Lesslie J. Newbigin, The Gospel in a Pluralistic Society (Grand Rapids, MI: Eerdmans, 1989), 120 [paragraphing mine].

HT: Euangelion

What Does the Bible Mean by “Worldliness”?

Not Merely External

As for me, may I never boast about anything except the cross of our Lord Jesus Christ. Because of that cross, my interest in this world has been crucified, and the world’s interest in me has also died.

Gal. 6:14 NLT

Worldliness is being in love with the things of this life as opposed to the trust and affection for our Savior. The spirit of the world is embodied in the love of money, hunger for unbridled sex, and thirst for power. A worldly attitude is an arrogance that takes pride in our accomplishments, status, and rank over and above the majesty and glory of God.

Worldliness is any passion, craving, or hunger for the pleasures of sin while simultaneously desiring to receive the approval of others for our poor choices. Worldliness uses and misuses people for personal satisfaction, political influence, and fleshly pleasure. Worldliness is an organized scheme of humankind that uses our flesh (i.e., sin nature) to draw us away from an intimate relationship with God. Worldliness is a heart attitude intrinsic to being born in Adam and living in a fallen world. The solution to breaking the world’s all-pervasive grip on our lives is the Cross of Christ ( 1 John 2:15-17, Gal. 6:14).

The Christian is called to separation from the world, but we must be sure we know what we mean (or more important, what God means) by the world. We are likely to make it mean something external only and thus miss its real meaning. The theater, cards, liquor, gambling—these are not the world; they are merely an external manifestation of the world. Our warfare is not against merely an external manifestation of the world. Our warfare is not against mere worldly ways, but against the spirit of the world.
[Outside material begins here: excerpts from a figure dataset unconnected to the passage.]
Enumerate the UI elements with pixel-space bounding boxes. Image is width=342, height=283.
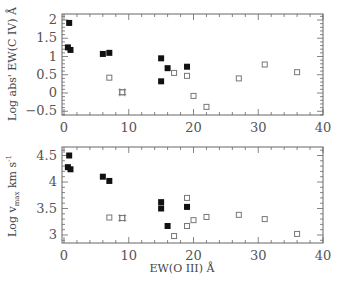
data-point-open: [236, 76, 241, 81]
bottom-panel: 33.544.5010203040: [36, 147, 331, 263]
y-tick-label: 0.5: [36, 67, 57, 82]
data-point-open: [204, 214, 209, 219]
x-tick-label: 0: [60, 248, 68, 263]
data-point-open: [191, 218, 196, 223]
data-point-filled: [184, 64, 190, 70]
data-point-filled: [66, 153, 72, 159]
bottom-y-axis-label-sub: max: [13, 192, 21, 207]
x-tick-label: 40: [315, 248, 332, 263]
data-point-filled: [158, 199, 164, 205]
x-tick-label: 10: [120, 248, 137, 263]
data-point-open: [204, 104, 209, 109]
x-tick-label: 30: [250, 248, 267, 263]
x-tick-label: 10: [120, 120, 137, 135]
data-point-filled: [67, 166, 73, 172]
x-tick-label: 20: [185, 248, 202, 263]
data-point-filled: [165, 223, 171, 229]
y-tick-label: 0: [49, 85, 57, 100]
data-point-crossed: [118, 88, 126, 96]
y-tick-label: 1.5: [36, 30, 57, 45]
data-point-open: [185, 195, 190, 200]
data-point-open: [185, 223, 190, 228]
top-y-axis-label: Log abs' EW(C IV) Å: [5, 6, 19, 121]
data-point-filled: [165, 65, 171, 71]
y-tick-label: 3: [49, 227, 57, 242]
x-tick-label: 40: [315, 120, 332, 135]
data-point-open: [107, 75, 112, 80]
data-point-open: [172, 234, 177, 239]
bottom-y-axis-label-unit: km s: [6, 161, 19, 191]
data-point-open: [262, 62, 267, 67]
data-point-open: [191, 93, 196, 98]
y-tick-label: 3.5: [36, 201, 57, 216]
data-point-filled: [100, 174, 106, 180]
bottom-y-axis-label-sup: -1: [5, 155, 13, 162]
data-point-open: [295, 231, 300, 236]
y-tick-label: 4.5: [36, 148, 57, 163]
data-point-filled: [67, 47, 73, 53]
x-tick-label: 20: [185, 120, 202, 135]
top-panel: −0.500.511.52010203040: [25, 12, 331, 135]
data-point-crossed: [118, 214, 126, 222]
y-tick-label: 2: [49, 12, 57, 27]
y-tick-label: 4: [49, 174, 57, 189]
bottom-y-axis-label: Log vmax km s-1: [5, 155, 21, 237]
data-point-filled: [184, 204, 190, 210]
data-point-filled: [106, 50, 112, 56]
y-tick-label: −0.5: [25, 103, 57, 118]
data-point-open: [236, 212, 241, 217]
chart-figure: −0.500.511.52010203040 33.544.5010203040…: [0, 0, 342, 283]
plot-frame: [62, 147, 323, 243]
y-tick-label: 1: [49, 49, 57, 64]
x-tick-label: 0: [60, 120, 68, 135]
x-axis-label: EW(O III) Å: [150, 261, 216, 275]
data-point-open: [262, 217, 267, 222]
data-point-filled: [100, 51, 106, 57]
data-point-filled: [106, 178, 112, 184]
data-point-filled: [158, 55, 164, 61]
data-point-open: [295, 70, 300, 75]
bottom-y-axis-label-main: Log v: [6, 206, 19, 237]
data-point-open: [172, 70, 177, 75]
data-point-filled: [158, 78, 164, 84]
data-point-open: [107, 215, 112, 220]
plot-frame: [62, 14, 323, 115]
data-point-open: [185, 73, 190, 78]
x-tick-label: 30: [250, 120, 267, 135]
data-point-filled: [66, 20, 72, 26]
data-point-filled: [158, 206, 164, 212]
For man, whether he is saved or lost, is essentially spirit. The world, in the New Testament meaning of the word, is simply unregenerate human nature wherever it is found, whether in a tavern or in a church. Whatever springs out of, is built upon or receives support from fallen human nature is the world, whether it is morally base or morally respectable.

A. W. Tozer, God’s Pursuit of Man (Camp Hill, PA: Windspread, 1950), 124.